Sydney whispered as soon as Bear zoomed off still cradling the snail. “Not with Bear. I’m not allowed to take him out of school without his father’s permission, and if I so much as take him out for a walk Barrett wants to know exactly when we’ll be back. The housekeeper keeps tabs on me; she telephones Barrett if I’m late anywhere —”
“Halloween night,”
Claire said. “You’re already taking Bear trick-or-treating; that’ll buy you a few hours. As soon as the two of you go round the corner and out of sight, hail a cab straight for Union Station. I’ll take care of everything else, you just tell Bear that Tonto and the Lone Ranger are going on an adventure.”
For an endless, agonizing moment Sydney was silent, gnawing off her Revlon Cherries in the Snow lipstick, watching her son careen around the duck pond.
“Come with me,”
Claire pleaded. “We’ll live in an apartment with too-thin walls and have to make love in complete silence so the neighbors don’t hear. You’ll learn to cook on a hot plate and I’ll teach you to make Polish potato pancakes. We’ll drop Bear off at school in the morning and then go to the beach, and maybe the water won’t be as blue as it is in Bermuda, but I’ll wear that ridiculous two-piece suit you bought me.”
“Claire—”
Sydney’s eyes were brimming. “Do you know who you’re taking on? My husband would crush you if—”
“So?”
Thinking of Senator Smith’s clear gaze, the way she’d faced down a bully simply because something had to be done . Now Claire looked Sydney in the eye and said, “You and your child have rights. Just because your husband holds all the cards doesn’t mean you don’t have the right to protest. The right of independent thought. The right to call your goddamn soul your own.”

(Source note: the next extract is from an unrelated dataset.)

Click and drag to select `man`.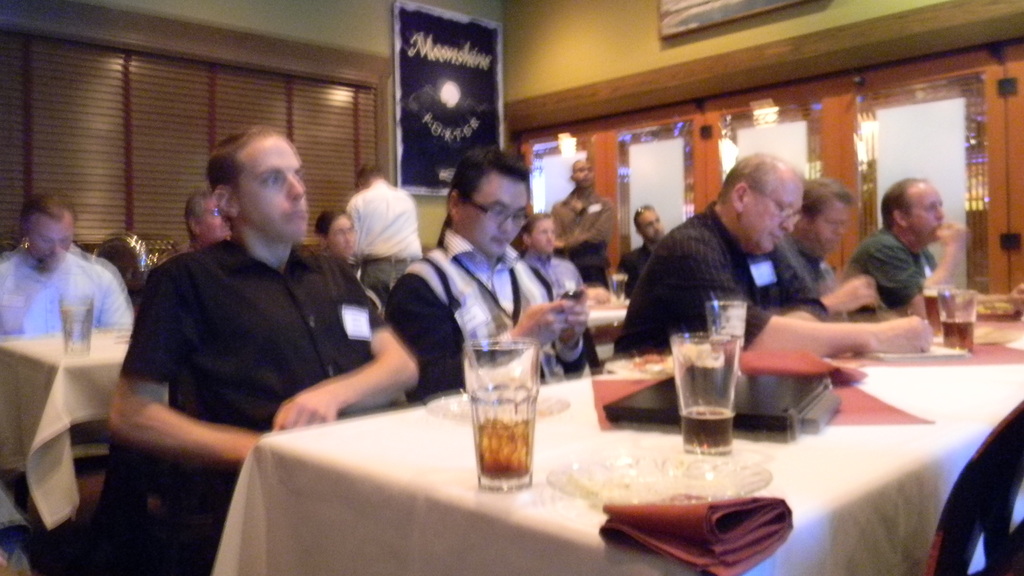
Selection: {"x1": 540, "y1": 154, "x2": 621, "y2": 289}.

Sydney’s tears overflowed. “The right to a second chance?”
“This is the land of second chances, Sid!”
Claire heard Grace’s words fall out of her mouth and realized she believed them. She might have lost her childhood faith that it was the land of opportunity, but second chances? Yes. Opportunities were things that fell in your lap, but second chances had to be fought for—and you could always reinvent yourself in this country, if you were willing to claw your way toward a new path. You could always reinvent yourself, if you decided it was worth the fight.
This woman was worth the fight.
“I’m not much, Sid.”
Claire took a deep breath. “I lie and I cheat and I steal, and I’m not even sorry for any of it. God knows what you see in me. I can’t buy you Lanvin dresses or black pearls, and I can’t give you a huge pale green beach house in an island paradise, but I love you. I will take you away from that bastard you married and I will never tell you that you have to lose three pounds or leave off the suntan oil for fear of getting too brown or lay a single finger on you with anything but love. So come away with me. Come away with me, please .”
She sat there with her heart in her throat and her hands trembling, waiting for her entire world to shatter or to take flight. Watched as the faint hunch in Sydney’s long back straightened, as her lips firmed. Sydney looked at her, and there it was, faintly rekindled: the light in those dark eyes that made her so much more than just a pampered Georgetown political wife.
Sydney pushed the bankbook back into Claire’s hand. “Halloween. Union Station. Five o’clock.”